Nashville’s mayor is urging the Metro Council to spend $50 million of federal COVID relief funds to chip away at homelessness.
This latest push from the mayor comes after the council delayed voting on multiple funding resolutions to allow time to get some of their questions answered.
It also comes as residents in Bellevue grow louder in their demands for the city to do something at Brookmeade Park, where some have been pushing for an encampment to closed. There’s been tension. For some, the example represents privileged residents putting their desired use for the park over other community needs. But from the residents’ viewpoint, it’s a multi-decade showcase of how the city hasn’t prioritized resolving homelessness.
The Metro Parks department will meet in that community Monday to hear from the public.
Dede Byrd is the vice president of Bellevue’s Reclaim Brookmeade Park. She’s looking forward to any movement to close a homeless encampment there.
“There’s no security. There’s no running water. There’s no electricity,” she says. “They’re on the streets. They are surviving. They’ve had trauma. That is not the place to support them.”
Proposal for federal funds
After the federal COVID-19 eviction moratorium ended, more residents have become homeless. This doesn’t always look like living on the street, but also includes a person couch surfing with someone in their network.
As outlined by the mayor’s office, $50 million in relief dollars would go toward four goals:
- Building affordable housing units.
- Supporting services like addiction and mental health treatment.
- Short-term housing, like staying at a church until more permanent housing opens up.
- Incentivizing landlords, developers and property owners to remove barriers to get housing.
“Every unhoused resident finds himself or herself in that circumstance for different reasons,” Mayor John Cooper says. “And these new resources will significantly bolster our ability to address the root cause of why folks on the streets are there and help them get back on their feet and into housing.”
In the last few years, policymakers have made it challenging on the community. A permanent supportive housing project that’s meant to address homelessness was supposed to open this fall. But because of the mayor’s redesigns, it just broke ground in late May. In June of 2022, Tennessee lawmakers further criminalized homelessness by expanding penalties for where anti-camping laws are in effect.
The Metro Council is scheduled to consider the relief spending on Oct. 4.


Since the copy must match the original, write out each record word for word, skipping only the pictures.

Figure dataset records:
*-*-*

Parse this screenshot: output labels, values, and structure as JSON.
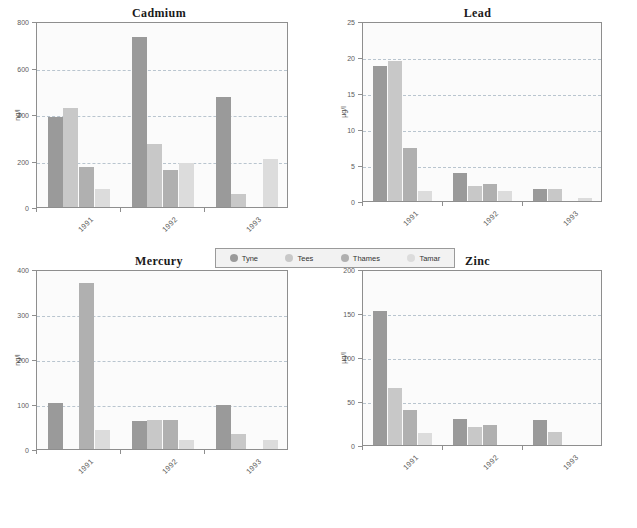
{
  "figure": {
    "series_names": [
      "Tyne",
      "Tees",
      "Thames",
      "Tamar"
    ],
    "series_colors": [
      "#9a9a9a",
      "#c8c8c8",
      "#b0b0b0",
      "#dcdcdc"
    ],
    "categories": [
      "1991",
      "1992",
      "1993"
    ]
  },
  "legend": {
    "items": [
      {
        "label": "Tyne",
        "color": "#9a9a9a"
      },
      {
        "label": "Tees",
        "color": "#c8c8c8"
      },
      {
        "label": "Thames",
        "color": "#b0b0b0"
      },
      {
        "label": "Tamar",
        "color": "#dcdcdc"
      }
    ]
  },
  "chart_data": [
    {
      "type": "bar",
      "title": "Cadmium",
      "xlabel": "",
      "ylabel": "ng/l",
      "ylim": [
        0,
        800
      ],
      "yticks": [
        0,
        200,
        400,
        600,
        800
      ],
      "grid": true,
      "legend_position": "bottom-center-shared",
      "categories": [
        "1991",
        "1992",
        "1993"
      ],
      "series": [
        {
          "name": "Tyne",
          "values": [
            388,
            733,
            475
          ]
        },
        {
          "name": "Tees",
          "values": [
            428,
            272,
            58
          ]
        },
        {
          "name": "Thames",
          "values": [
            172,
            160,
            0
          ]
        },
        {
          "name": "Tamar",
          "values": [
            78,
            188,
            205
          ]
        }
      ]
    },
    {
      "type": "bar",
      "title": "Lead",
      "xlabel": "",
      "ylabel": "µg/l",
      "ylim": [
        0,
        25
      ],
      "yticks": [
        0,
        5,
        10,
        15,
        20,
        25
      ],
      "grid": true,
      "legend_position": "bottom-center-shared",
      "categories": [
        "1991",
        "1992",
        "1993"
      ],
      "series": [
        {
          "name": "Tyne",
          "values": [
            18.8,
            3.9,
            1.6
          ]
        },
        {
          "name": "Tees",
          "values": [
            19.5,
            2.1,
            1.6
          ]
        },
        {
          "name": "Thames",
          "values": [
            7.4,
            2.3,
            0
          ]
        },
        {
          "name": "Tamar",
          "values": [
            1.4,
            1.4,
            0.4
          ]
        }
      ]
    },
    {
      "type": "bar",
      "title": "Mercury",
      "xlabel": "",
      "ylabel": "ng/l",
      "ylim": [
        0,
        400
      ],
      "yticks": [
        0,
        100,
        200,
        300,
        400
      ],
      "grid": true,
      "legend_position": "bottom-center-shared",
      "categories": [
        "1991",
        "1992",
        "1993"
      ],
      "series": [
        {
          "name": "Tyne",
          "values": [
            103,
            63,
            97
          ]
        },
        {
          "name": "Tees",
          "values": [
            0,
            65,
            33
          ]
        },
        {
          "name": "Thames",
          "values": [
            368,
            64,
            0
          ]
        },
        {
          "name": "Tamar",
          "values": [
            42,
            20,
            20
          ]
        }
      ]
    },
    {
      "type": "bar",
      "title": "Zinc",
      "xlabel": "",
      "ylabel": "µg/l",
      "ylim": [
        0,
        200
      ],
      "yticks": [
        0,
        50,
        100,
        150,
        200
      ],
      "grid": true,
      "legend_position": "bottom-center-shared",
      "categories": [
        "1991",
        "1992",
        "1993"
      ],
      "series": [
        {
          "name": "Tyne",
          "values": [
            152,
            30,
            28
          ]
        },
        {
          "name": "Tees",
          "values": [
            65,
            21,
            15
          ]
        },
        {
          "name": "Thames",
          "values": [
            40,
            23,
            0
          ]
        },
        {
          "name": "Tamar",
          "values": [
            14,
            0,
            0
          ]
        }
      ]
    }
  ]
}
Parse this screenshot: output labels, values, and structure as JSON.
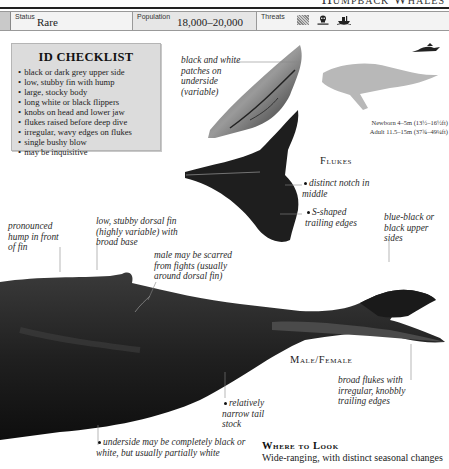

*-*-*

**RESPONSE TO THE TASK**
Parse this screenshot: output labels, values, and structure as JSON.
{
  "figure": {
    "series_names": [
      "Tyne",
      "Tees",
      "Thames",
      "Tamar"
    ],
    "series_colors": [
      "#9a9a9a",
      "#c8c8c8",
      "#b0b0b0",
      "#dcdcdc"
    ],
    "categories": [
      "1991",
      "1992",
      "1993"
    ]
  },
  "legend": {
    "items": [
      {
        "label": "Tyne",
        "color": "#9a9a9a"
      },
      {
        "label": "Tees",
        "color": "#c8c8c8"
      },
      {
        "label": "Thames",
        "color": "#b0b0b0"
      },
      {
        "label": "Tamar",
        "color": "#dcdcdc"
      }
    ]
  },
  "chart_data": [
    {
      "type": "bar",
      "title": "Cadmium",
      "xlabel": "",
      "ylabel": "ng/l",
      "ylim": [
        0,
        800
      ],
      "yticks": [
        0,
        200,
        400,
        600,
        800
      ],
      "grid": true,
      "legend_position": "bottom-center-shared",
      "categories": [
        "1991",
        "1992",
        "1993"
      ],
      "series": [
        {
          "name": "Tyne",
          "values": [
            388,
            733,
            475
          ]
        },
        {
          "name": "Tees",
          "values": [
            428,
            272,
            58
          ]
        },
        {
          "name": "Thames",
          "values": [
            172,
            160,
            0
          ]
        },
        {
          "name": "Tamar",
          "values": [
            78,
            188,
            205
          ]
        }
      ]
    },
    {
      "type": "bar",
      "title": "Lead",
      "xlabel": "",
      "ylabel": "µg/l",
      "ylim": [
        0,
        25
      ],
      "yticks": [
        0,
        5,
        10,
        15,
        20,
        25
      ],
      "grid": true,
      "legend_position": "bottom-center-shared",
      "categories": [
        "1991",
        "1992",
        "1993"
      ],
      "series": [
        {
          "name": "Tyne",
          "values": [
            18.8,
            3.9,
            1.6
          ]
        },
        {
          "name": "Tees",
          "values": [
            19.5,
            2.1,
            1.6
          ]
        },
        {
          "name": "Thames",
          "values": [
            7.4,
            2.3,
            0
          ]
        },
        {
          "name": "Tamar",
          "values": [
            1.4,
            1.4,
            0.4
          ]
        }
      ]
    },
    {
      "type": "bar",
      "title": "Mercury",
      "xlabel": "",
      "ylabel": "ng/l",
      "ylim": [
        0,
        400
      ],
      "yticks": [
        0,
        100,
        200,
        300,
        400
      ],
      "grid": true,
      "legend_position": "bottom-center-shared",
      "categories": [
        "1991",
        "1992",
        "1993"
      ],
      "series": [
        {
          "name": "Tyne",
          "values": [
            103,
            63,
            97
          ]
        },
        {
          "name": "Tees",
          "values": [
            0,
            65,
            33
          ]
        },
        {
          "name": "Thames",
          "values": [
            368,
            64,
            0
          ]
        },
        {
          "name": "Tamar",
          "values": [
            42,
            20,
            20
          ]
        }
      ]
    },
    {
      "type": "bar",
      "title": "Zinc",
      "xlabel": "",
      "ylabel": "µg/l",
      "ylim": [
        0,
        200
      ],
      "yticks": [
        0,
        50,
        100,
        150,
        200
      ],
      "grid": true,
      "legend_position": "bottom-center-shared",
      "categories": [
        "1991",
        "1992",
        "1993"
      ],
      "series": [
        {
          "name": "Tyne",
          "values": [
            152,
            30,
            28
          ]
        },
        {
          "name": "Tees",
          "values": [
            65,
            21,
            15
          ]
        },
        {
          "name": "Thames",
          "values": [
            40,
            23,
            0
          ]
        },
        {
          "name": "Tamar",
          "values": [
            14,
            0,
            0
          ]
        }
      ]
    }
  ]
}
Parse this screenshot: output labels, values, and structure as JSON.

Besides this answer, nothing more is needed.